As a carving tool, I suppose it might have some application to shoe/clogg making - e.g. perhaps to clean out the inside of a clog (was your great grandfather Dutch/French/Northern English/Welsh?) or perhaps curving the upper side of a wooden foot-shaped former? But perhaps, like many of us today, he just liked to make stuff - whether it be from wood or leather.

#7 is a spoke shave. Spoke shaves are normally used for woodworking but can be used for skiving leather - I think there might even be some made specifically for leather working (but perhaps I dreamt it!). There is a website that suggests some modification to a regular Stanley spoke shave to make it better suited for leatherwork but I have found that unnecessary, I have several old spoke shaves and they work rather well on leather without any modification.
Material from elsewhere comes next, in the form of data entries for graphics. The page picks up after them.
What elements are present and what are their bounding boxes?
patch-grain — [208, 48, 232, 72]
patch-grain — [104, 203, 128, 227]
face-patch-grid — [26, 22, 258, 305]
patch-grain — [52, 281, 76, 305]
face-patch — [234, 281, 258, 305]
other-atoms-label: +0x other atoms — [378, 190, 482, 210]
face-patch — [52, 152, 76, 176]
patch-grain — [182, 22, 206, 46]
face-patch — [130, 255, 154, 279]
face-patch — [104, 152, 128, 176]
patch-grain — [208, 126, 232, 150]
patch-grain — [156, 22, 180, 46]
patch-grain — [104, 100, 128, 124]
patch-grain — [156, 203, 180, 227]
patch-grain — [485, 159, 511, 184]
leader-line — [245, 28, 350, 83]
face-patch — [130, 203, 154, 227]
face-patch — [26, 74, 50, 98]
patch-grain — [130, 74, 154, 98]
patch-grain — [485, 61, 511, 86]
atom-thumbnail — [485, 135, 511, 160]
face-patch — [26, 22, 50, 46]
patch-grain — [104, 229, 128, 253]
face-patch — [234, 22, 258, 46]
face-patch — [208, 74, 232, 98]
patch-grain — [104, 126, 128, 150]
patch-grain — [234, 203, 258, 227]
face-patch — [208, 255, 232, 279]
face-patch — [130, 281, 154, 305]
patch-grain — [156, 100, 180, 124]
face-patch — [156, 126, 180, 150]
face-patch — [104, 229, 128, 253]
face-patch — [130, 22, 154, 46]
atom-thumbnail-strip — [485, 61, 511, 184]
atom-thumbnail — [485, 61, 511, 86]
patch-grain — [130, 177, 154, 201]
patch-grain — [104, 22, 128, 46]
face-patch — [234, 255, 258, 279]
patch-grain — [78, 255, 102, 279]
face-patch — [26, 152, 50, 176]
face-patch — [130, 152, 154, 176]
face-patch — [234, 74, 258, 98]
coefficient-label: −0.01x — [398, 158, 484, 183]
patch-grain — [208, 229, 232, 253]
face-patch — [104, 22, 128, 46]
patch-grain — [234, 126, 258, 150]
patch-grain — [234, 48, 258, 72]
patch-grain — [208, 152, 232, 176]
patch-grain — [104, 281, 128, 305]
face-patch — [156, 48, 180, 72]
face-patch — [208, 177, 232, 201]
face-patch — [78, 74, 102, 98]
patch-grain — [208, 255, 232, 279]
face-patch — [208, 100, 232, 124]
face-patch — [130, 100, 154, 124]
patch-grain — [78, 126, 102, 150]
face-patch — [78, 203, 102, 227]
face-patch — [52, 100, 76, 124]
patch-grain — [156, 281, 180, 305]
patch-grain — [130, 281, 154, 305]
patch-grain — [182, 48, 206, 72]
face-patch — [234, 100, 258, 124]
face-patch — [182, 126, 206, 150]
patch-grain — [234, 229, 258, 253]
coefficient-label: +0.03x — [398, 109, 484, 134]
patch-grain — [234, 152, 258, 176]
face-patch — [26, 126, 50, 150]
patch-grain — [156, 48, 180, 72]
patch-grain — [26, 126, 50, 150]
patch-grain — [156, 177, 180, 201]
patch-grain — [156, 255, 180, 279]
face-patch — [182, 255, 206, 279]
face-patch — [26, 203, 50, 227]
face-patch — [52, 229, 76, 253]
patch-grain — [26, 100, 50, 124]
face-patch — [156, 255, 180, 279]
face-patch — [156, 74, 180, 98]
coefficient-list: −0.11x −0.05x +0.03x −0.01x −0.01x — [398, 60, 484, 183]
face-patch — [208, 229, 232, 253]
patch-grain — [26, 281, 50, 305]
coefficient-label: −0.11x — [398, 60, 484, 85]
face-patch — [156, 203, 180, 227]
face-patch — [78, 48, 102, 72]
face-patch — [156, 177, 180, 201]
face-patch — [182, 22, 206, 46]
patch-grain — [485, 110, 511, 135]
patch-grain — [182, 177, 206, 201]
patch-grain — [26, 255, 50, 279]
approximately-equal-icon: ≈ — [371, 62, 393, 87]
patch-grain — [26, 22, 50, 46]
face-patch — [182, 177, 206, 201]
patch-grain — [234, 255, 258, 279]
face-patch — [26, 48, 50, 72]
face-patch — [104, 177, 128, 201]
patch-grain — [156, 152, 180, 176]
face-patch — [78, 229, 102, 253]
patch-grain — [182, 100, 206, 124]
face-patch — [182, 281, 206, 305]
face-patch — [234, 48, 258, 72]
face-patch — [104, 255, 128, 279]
#10 yes a drill. I have made several items with 3 layers of 5mm saddle leather: while it is possible to do this using an English/French-style pricking iron, marking each layer, and then using an awl to line them up & open the slots out I find that technically quite difficult and time-consuming. Instead, what I do now is to mark my stitch locations with a pricking iron (a wheel could be used instead) and then drill it with a tiny Dremel-style drill: much quicker, simpler & tidier (for me). Sole leather is, I believe, chosen for its toughness & some shoes/boots use fairly thick leathers - perhaps your great grandfather was thinking along similar lines?